For most of the past decade, California's net energy metering program — NEM 2.0 — gave homeowners a compelling financial case for rooftop solar. Under NEM 2.0, customers who installed solar panels could sell excess electricity back to the grid at or near the retail rate. For a Manteca family with a south-facing roof, high summer cooling loads, and a PG&E bill that could easily top $300 a month, the math was favorable: the investment paid off in seven to nine years, after which the system essentially generated free power for its remaining 15-year useful life. Thousands of Central Valley households made that calculation and signed contracts. Then the rules changed.
In April 2023, the California Public Utilities Commission approved NEM 3.0, also known as the Net Billing Tariff. Under the new structure, the compensation rate for excess solar electricity exported to the grid dropped by roughly 75 percent for most residential customers. Where NEM 2.0 customers in PG&E territory received around 30 cents per kilowatt-hour for their exported power, NEM 3.0 customers receive export rates that average closer to 5 to 8 cents — a rate set based on the utility's avoided cost rather than the retail price of electricity. The shift was the most significant change to California's residential solar incentive structure since the program began.
What Changed and When
Existing customers who had solar systems installed under NEM 2.0 were grandfathered into the old structure for 20 years from their original interconnection date — a protection that the CPUC included after fierce advocacy from solar industry groups and consumer advocates. But homeowners who installed systems after April 2023, or who are considering solar now, face a fundamentally different financial picture. The payback period under NEM 3.0 for a typical Manteca home — depending on system size, usage patterns, and financing terms — has stretched to 11 to 14 years in many estimates reviewed by DFP. That lengthened payback significantly changes the risk calculation for households considering a 25-year system investment.
Local solar installers serving the Manteca, Stockton, and Modesto markets say the policy change hit their business hard in the months immediately following implementation. Several companies reported a sharp decline in new residential contracts in late 2023. The sales pitch that had worked reliably for years — "eliminate your PG&E bill" — became more complicated to deliver. Companies that had built their pitch around fast payback periods had to retrain sales staff and rebuild their financial modeling. Some shifted focus toward solar-plus-battery systems, which perform better under NEM 3.0 because they allow homeowners to store power for self-consumption rather than export it to the grid at low rates. Battery storage adds $10,000 to $15,000 to a typical residential installation.
For the Central Valley's broader climate goals, the NEM 3.0 transition raises real questions. The Valley's combination of abundant sunshine, high air conditioning loads, and a large stock of single-family homes with suitable rooftops had made it one of the most attractive regions in the state for residential solar deployment. Advocates had pointed to rooftop solar as a tool for reducing both household energy costs and the region's heavy dependence on natural gas for summer peak power. If the economic incentive that drove adoption has been significantly weakened, those climate and equity goals may take longer to achieve. For Valley families who stretched to afford a solar installation under the old rules, the transition is not an abstraction — it's a line item in a household budget that no longer pencils out the same way it did when they signed.
"The incentive that made solar make sense for a lot of Valley families just got a lot smaller."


- [HOW TO COMPLETE THIS TASK] Keep the pictures out, and restate the listing that follows exactly as written.

•••••

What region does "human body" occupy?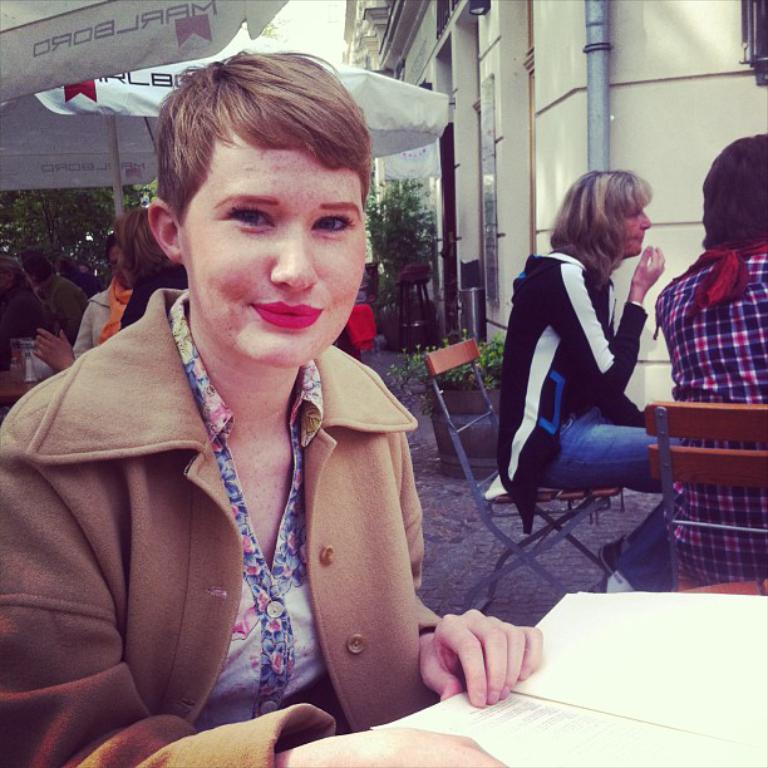
bbox=[653, 132, 767, 590].
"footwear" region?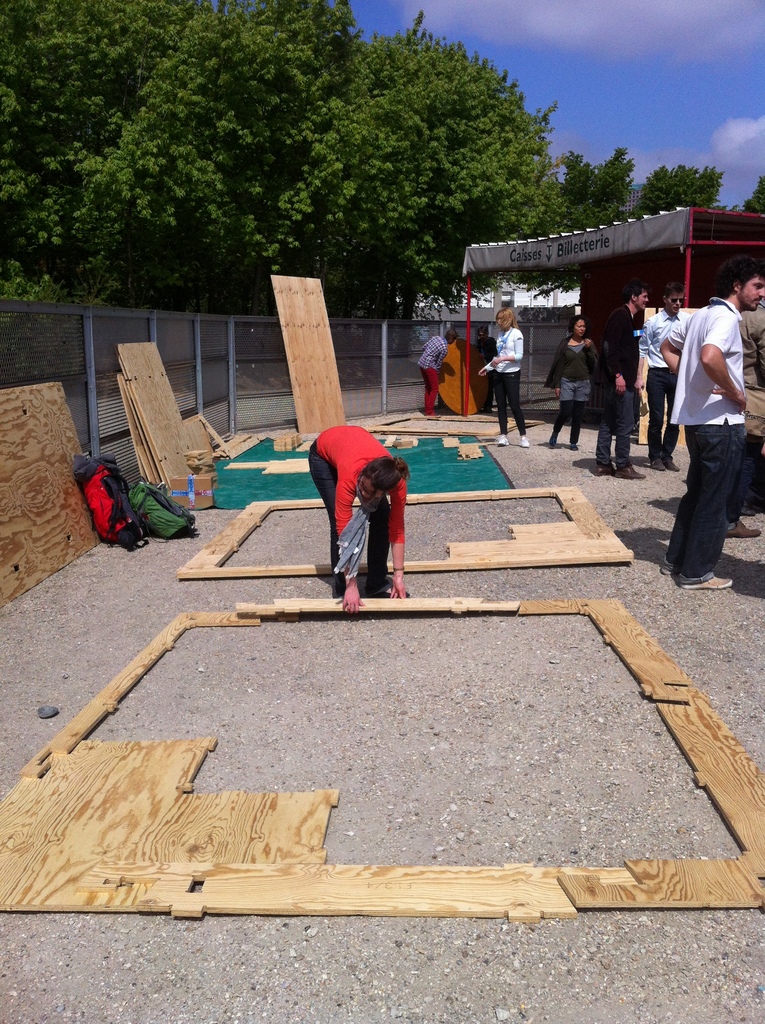
bbox=(324, 570, 343, 598)
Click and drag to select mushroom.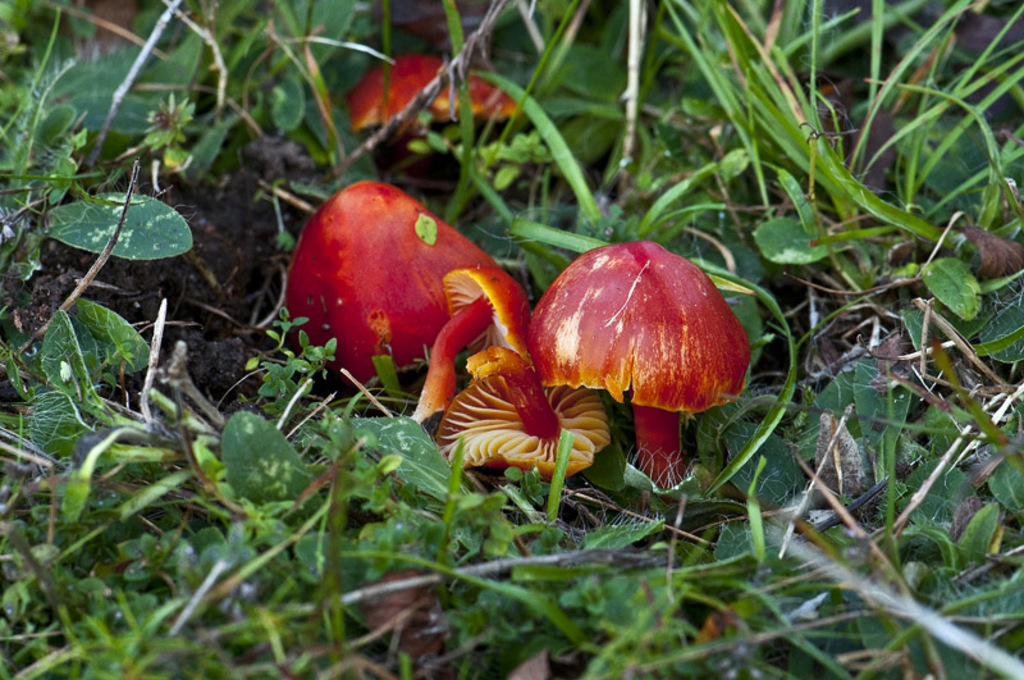
Selection: <box>525,242,748,488</box>.
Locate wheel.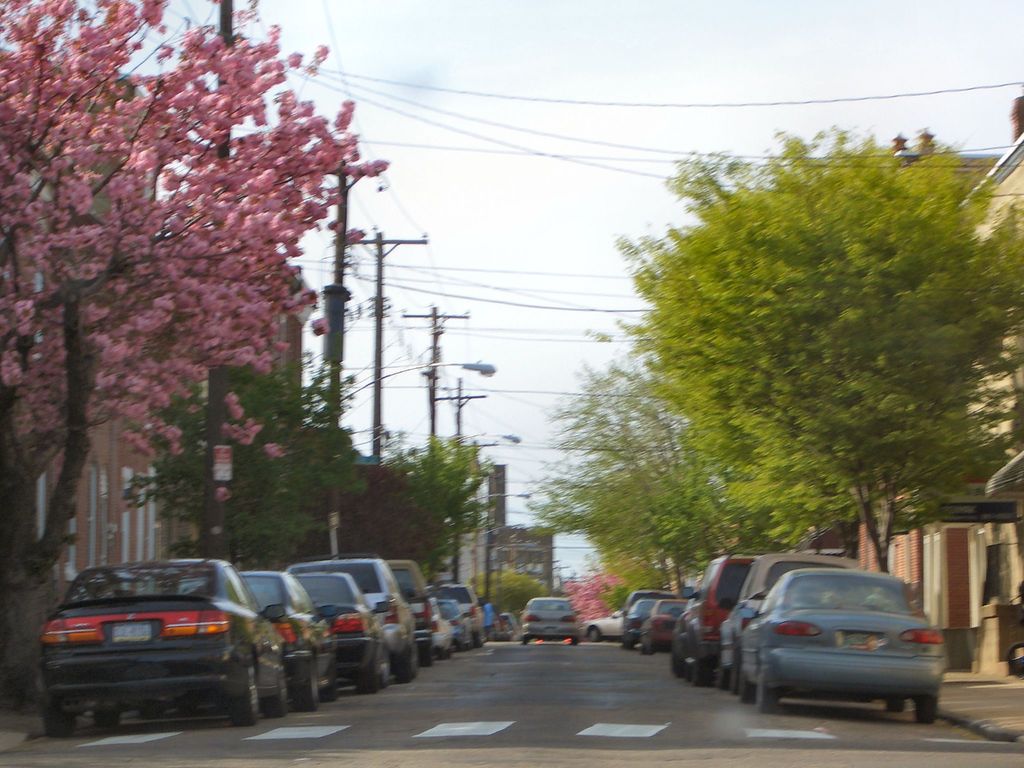
Bounding box: <region>223, 659, 262, 725</region>.
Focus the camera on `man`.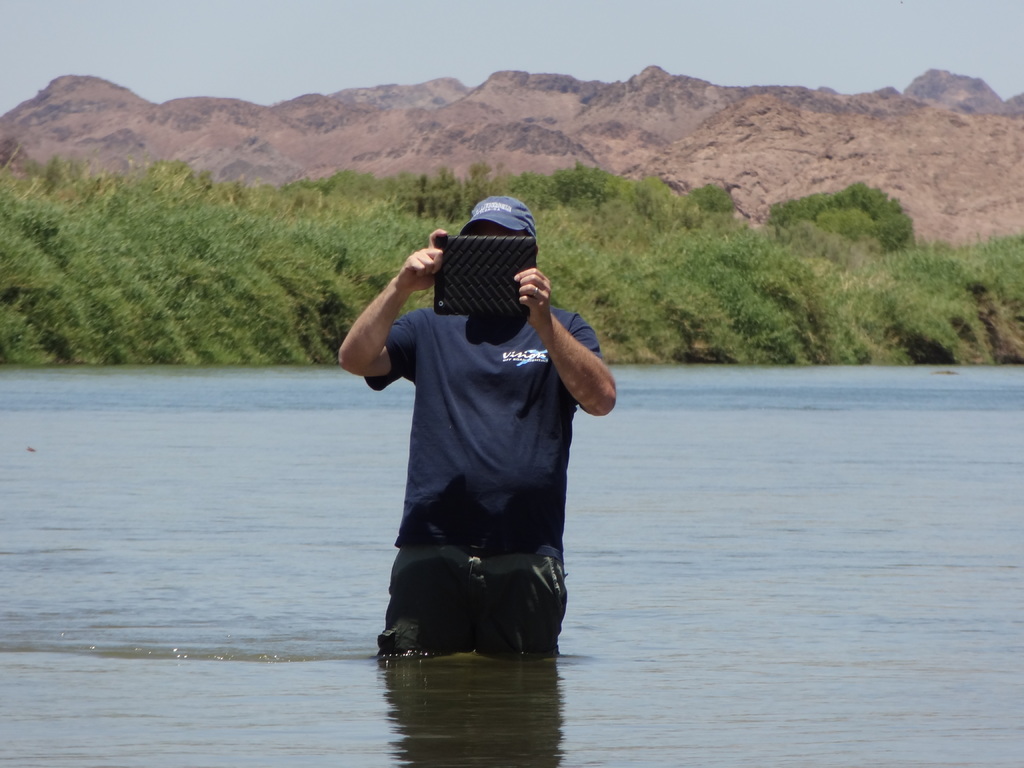
Focus region: x1=343 y1=185 x2=616 y2=664.
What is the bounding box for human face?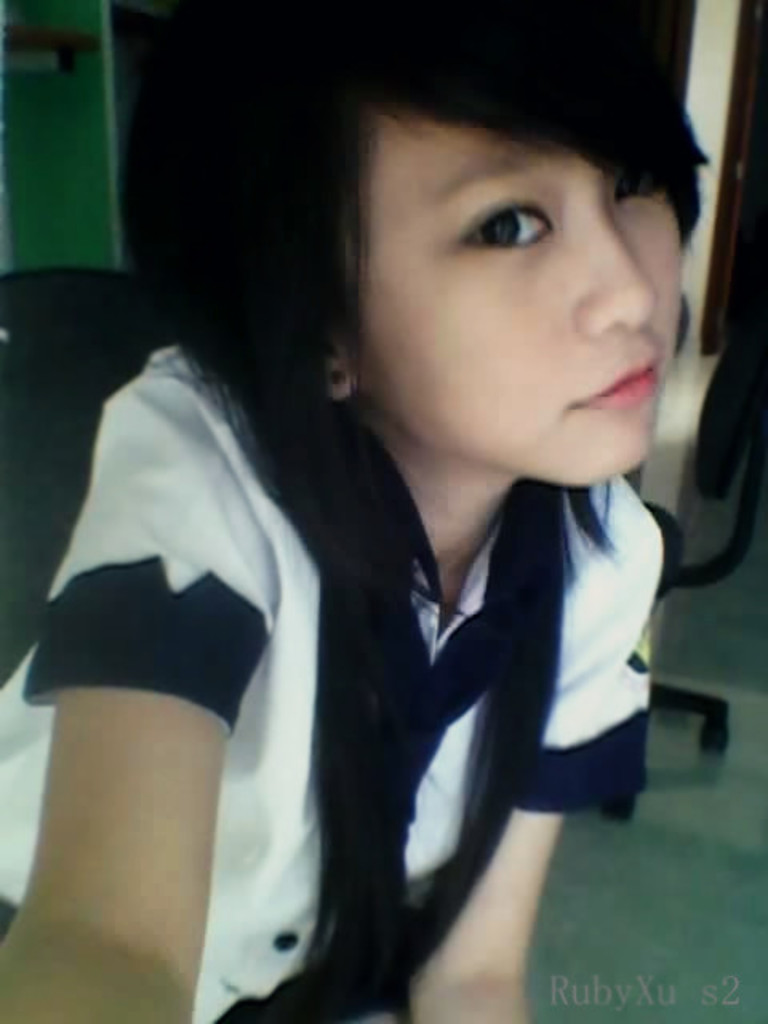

•••••

- [RESULT OF THIS TASK]
What region does "human body" occupy?
bbox=[653, 132, 767, 590].
"footwear" region?
bbox=(324, 570, 343, 598)
Click and drag to select mushroom.
Selection: <box>525,242,748,488</box>.
Locate wheel.
Bounding box: <region>223, 659, 262, 725</region>.
Focus the camera on `man`.
Focus region: x1=343 y1=185 x2=616 y2=664.
What is the bounding box for human face?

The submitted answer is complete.